From a drawing in 'Two Women in the Klondike', Mary Hitchcock, 1899.
Source Firkin
The name tells you it has curves. Oh yes, it does!
Source Peter Chon
This is indeed a bit strange, but here’s to the crazy ones!
Source Christopher Buecheler
Number five from the same submitter, makes my job easy.
Source Dima Shiper
There are quite a few grid patterns, but this one is a super tiny grid with some dust for good measure.
Source Dominik Kiss
From a drawing in 'Handbook of the excursions proposed to be made by the Lincoln Diocesan Architectural Society, on the 27th and 28th of May, 1857', Edward Trollope, 1857.
Source Firkin
I have no idea what J Boo means by this name, but hey – it’s hot.
Source j Boo
Prismatic Groovy Concentric Background 5 No Black
Source GDJ
From a drawing in 'Art Embroidery', M.S. Lockwood and E. Glaister, 1878.
Source Firkin
Original seamless pattern with an Inkscape filter.
Source Firkin
This one takes you back to math class.
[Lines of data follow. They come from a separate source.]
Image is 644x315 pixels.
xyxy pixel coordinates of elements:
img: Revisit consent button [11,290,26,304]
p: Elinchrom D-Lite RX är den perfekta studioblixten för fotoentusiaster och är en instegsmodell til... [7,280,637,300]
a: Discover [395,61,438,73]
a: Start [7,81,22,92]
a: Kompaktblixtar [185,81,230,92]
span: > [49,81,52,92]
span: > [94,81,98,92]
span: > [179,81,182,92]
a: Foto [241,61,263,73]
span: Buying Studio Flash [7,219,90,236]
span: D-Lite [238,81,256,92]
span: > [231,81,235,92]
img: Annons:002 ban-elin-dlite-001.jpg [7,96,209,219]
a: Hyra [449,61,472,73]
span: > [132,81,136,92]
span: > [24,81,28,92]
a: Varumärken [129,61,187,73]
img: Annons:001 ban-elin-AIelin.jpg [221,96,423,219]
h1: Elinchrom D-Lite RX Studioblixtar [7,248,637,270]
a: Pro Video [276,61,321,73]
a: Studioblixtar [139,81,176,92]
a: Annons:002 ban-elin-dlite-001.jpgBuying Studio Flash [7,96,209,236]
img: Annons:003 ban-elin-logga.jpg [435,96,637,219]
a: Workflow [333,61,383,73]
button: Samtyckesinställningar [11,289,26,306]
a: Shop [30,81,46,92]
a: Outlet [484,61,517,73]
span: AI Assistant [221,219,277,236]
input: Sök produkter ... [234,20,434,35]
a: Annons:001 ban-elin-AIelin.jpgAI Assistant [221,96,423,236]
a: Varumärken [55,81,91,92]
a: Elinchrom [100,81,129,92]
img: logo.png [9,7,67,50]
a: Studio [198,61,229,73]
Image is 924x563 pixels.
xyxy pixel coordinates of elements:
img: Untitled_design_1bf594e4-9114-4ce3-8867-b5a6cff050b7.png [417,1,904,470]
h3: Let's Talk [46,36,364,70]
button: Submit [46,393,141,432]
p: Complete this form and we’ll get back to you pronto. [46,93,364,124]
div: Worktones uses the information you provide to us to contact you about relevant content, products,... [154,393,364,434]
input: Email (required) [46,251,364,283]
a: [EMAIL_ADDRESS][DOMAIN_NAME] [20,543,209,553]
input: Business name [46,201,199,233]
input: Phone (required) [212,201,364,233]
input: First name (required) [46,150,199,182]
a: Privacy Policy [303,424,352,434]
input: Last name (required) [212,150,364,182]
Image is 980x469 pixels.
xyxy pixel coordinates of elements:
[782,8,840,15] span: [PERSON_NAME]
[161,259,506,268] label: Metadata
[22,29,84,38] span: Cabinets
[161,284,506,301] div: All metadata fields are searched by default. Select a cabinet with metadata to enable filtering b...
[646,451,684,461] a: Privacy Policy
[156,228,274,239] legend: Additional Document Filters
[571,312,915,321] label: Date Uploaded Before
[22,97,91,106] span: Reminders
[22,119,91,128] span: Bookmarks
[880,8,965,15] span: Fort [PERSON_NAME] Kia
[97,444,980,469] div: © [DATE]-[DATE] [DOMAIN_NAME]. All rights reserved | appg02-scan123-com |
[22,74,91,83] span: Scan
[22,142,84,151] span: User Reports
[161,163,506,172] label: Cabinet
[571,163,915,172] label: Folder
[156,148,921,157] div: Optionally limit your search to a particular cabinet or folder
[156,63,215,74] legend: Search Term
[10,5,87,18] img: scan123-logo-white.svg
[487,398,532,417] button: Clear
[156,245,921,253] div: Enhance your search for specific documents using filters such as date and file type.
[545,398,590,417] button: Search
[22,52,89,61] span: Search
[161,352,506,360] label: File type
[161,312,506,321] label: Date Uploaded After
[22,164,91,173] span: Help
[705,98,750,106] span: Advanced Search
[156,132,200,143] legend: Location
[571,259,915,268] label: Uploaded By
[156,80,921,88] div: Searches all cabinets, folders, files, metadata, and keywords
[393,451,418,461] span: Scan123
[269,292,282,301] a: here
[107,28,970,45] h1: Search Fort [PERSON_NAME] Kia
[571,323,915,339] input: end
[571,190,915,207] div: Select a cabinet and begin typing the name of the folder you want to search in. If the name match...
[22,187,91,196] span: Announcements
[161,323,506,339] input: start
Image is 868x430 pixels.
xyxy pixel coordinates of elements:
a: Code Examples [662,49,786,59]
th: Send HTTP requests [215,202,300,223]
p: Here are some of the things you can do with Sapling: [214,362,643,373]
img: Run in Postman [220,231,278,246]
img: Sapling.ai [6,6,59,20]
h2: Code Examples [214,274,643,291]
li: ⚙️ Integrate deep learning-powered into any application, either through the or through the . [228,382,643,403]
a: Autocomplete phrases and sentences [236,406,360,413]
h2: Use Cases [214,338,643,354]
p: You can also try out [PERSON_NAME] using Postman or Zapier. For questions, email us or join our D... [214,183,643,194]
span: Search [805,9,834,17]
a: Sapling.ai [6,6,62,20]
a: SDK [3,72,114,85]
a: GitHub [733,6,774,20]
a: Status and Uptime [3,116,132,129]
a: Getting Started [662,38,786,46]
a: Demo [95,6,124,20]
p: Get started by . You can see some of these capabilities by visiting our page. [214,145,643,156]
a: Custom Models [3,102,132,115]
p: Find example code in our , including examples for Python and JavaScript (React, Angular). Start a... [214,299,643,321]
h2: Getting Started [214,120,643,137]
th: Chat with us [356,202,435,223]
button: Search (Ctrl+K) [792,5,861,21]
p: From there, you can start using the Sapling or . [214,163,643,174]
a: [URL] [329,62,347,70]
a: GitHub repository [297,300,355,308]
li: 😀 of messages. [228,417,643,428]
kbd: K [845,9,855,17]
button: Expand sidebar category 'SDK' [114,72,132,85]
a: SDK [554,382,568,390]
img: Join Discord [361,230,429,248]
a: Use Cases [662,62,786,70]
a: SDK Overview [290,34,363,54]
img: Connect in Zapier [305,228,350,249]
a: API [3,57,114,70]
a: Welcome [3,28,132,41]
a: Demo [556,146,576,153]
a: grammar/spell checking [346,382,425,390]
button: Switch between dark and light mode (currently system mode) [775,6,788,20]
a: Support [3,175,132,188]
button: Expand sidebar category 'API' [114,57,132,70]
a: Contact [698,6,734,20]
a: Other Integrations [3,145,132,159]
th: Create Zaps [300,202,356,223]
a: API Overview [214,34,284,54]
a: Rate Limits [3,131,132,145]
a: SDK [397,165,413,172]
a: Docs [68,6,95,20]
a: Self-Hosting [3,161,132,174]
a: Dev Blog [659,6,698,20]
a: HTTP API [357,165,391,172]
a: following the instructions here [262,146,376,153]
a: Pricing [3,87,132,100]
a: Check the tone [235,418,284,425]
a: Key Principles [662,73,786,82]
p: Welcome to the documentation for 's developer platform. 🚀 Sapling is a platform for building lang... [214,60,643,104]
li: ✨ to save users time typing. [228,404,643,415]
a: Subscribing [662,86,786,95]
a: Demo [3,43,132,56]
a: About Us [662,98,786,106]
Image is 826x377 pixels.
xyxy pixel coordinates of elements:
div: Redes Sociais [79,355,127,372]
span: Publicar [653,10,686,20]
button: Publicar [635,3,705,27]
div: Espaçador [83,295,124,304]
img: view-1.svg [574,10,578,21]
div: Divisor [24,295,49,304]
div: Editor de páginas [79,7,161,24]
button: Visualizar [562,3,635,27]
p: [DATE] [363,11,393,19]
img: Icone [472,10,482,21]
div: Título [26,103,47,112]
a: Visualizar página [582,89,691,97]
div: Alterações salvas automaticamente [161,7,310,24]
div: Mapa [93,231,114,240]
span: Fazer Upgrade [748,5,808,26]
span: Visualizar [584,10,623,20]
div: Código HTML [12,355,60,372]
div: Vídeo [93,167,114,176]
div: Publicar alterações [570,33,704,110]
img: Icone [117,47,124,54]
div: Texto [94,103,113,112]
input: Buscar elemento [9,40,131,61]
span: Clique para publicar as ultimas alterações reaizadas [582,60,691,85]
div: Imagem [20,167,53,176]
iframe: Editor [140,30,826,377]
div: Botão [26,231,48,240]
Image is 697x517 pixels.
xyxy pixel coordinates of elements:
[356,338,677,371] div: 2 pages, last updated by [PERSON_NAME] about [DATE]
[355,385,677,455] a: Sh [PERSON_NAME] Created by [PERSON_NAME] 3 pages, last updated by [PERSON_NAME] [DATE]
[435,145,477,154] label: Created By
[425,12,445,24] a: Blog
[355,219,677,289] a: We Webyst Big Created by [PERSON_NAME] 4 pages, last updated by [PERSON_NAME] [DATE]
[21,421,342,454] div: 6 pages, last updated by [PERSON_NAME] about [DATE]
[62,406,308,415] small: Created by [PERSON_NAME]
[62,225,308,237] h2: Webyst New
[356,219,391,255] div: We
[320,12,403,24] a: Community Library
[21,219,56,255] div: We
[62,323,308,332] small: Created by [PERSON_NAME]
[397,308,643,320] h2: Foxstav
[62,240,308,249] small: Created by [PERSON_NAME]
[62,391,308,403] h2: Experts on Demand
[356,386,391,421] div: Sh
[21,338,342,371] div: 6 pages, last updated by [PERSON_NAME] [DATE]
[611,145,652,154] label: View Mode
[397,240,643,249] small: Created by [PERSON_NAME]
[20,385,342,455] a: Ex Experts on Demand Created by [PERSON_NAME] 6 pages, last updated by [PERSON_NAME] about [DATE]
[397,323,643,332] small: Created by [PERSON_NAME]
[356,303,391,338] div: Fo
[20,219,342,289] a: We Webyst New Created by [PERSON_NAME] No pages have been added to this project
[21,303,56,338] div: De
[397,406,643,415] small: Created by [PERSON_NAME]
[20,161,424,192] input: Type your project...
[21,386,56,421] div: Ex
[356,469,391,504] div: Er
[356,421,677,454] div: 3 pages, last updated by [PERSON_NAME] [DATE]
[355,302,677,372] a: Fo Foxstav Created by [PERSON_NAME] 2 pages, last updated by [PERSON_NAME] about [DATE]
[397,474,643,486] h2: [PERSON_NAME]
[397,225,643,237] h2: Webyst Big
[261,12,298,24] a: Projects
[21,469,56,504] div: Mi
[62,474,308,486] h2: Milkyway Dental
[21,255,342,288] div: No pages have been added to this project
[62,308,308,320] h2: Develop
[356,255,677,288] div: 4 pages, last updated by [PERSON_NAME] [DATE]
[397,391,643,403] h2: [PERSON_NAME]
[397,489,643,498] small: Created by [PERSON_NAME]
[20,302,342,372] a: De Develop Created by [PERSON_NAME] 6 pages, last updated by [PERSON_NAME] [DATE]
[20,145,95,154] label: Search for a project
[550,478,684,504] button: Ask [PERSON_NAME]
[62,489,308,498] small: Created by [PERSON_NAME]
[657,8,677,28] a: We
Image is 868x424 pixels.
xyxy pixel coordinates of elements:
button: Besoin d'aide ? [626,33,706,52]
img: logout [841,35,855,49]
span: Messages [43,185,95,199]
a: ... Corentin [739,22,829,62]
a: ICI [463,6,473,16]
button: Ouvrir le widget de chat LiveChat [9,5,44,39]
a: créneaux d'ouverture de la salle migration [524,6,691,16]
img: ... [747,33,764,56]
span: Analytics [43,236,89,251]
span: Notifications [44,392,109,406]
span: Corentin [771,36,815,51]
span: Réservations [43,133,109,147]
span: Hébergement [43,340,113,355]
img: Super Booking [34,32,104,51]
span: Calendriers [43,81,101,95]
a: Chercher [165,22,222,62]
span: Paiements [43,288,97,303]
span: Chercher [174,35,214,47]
Classic mathematic board underlay.
Source Josh Green
A beautiful dark padded pattern, like an old classic sofa.
Source Chris Baldie
Sometimes you just need the simplest thing.
Source Fabricio
This was formed by distorting an image of a background on Pixabay.
Source Firkin
The following repeating website background is colored in a blue gray color and resembles a concrete wall or something similar to it.
Source V. Hartikainen
The unit cell for this seamless pattern can be had in Inkscape by selecting the rectangle and using shift+alt+i.
Source Firkin
Looks a bit like concrete with subtle specks spread around the pattern.
Source Mladjan Antic
A free seamless background image with a texture of dark red "canvas". It should look very nice on web sites.
Source V. Hartikainen
Zero CC tileable seed texture, edited by me to be seamless from a Pixabay image. CC0
Source Sojan Janso
Seamless , tileable CC-0 texture. Created by my own, feel free to use wherever you want!
Source Linolafett
This reminds me of Game Cube. A nice light 3D cube pattern.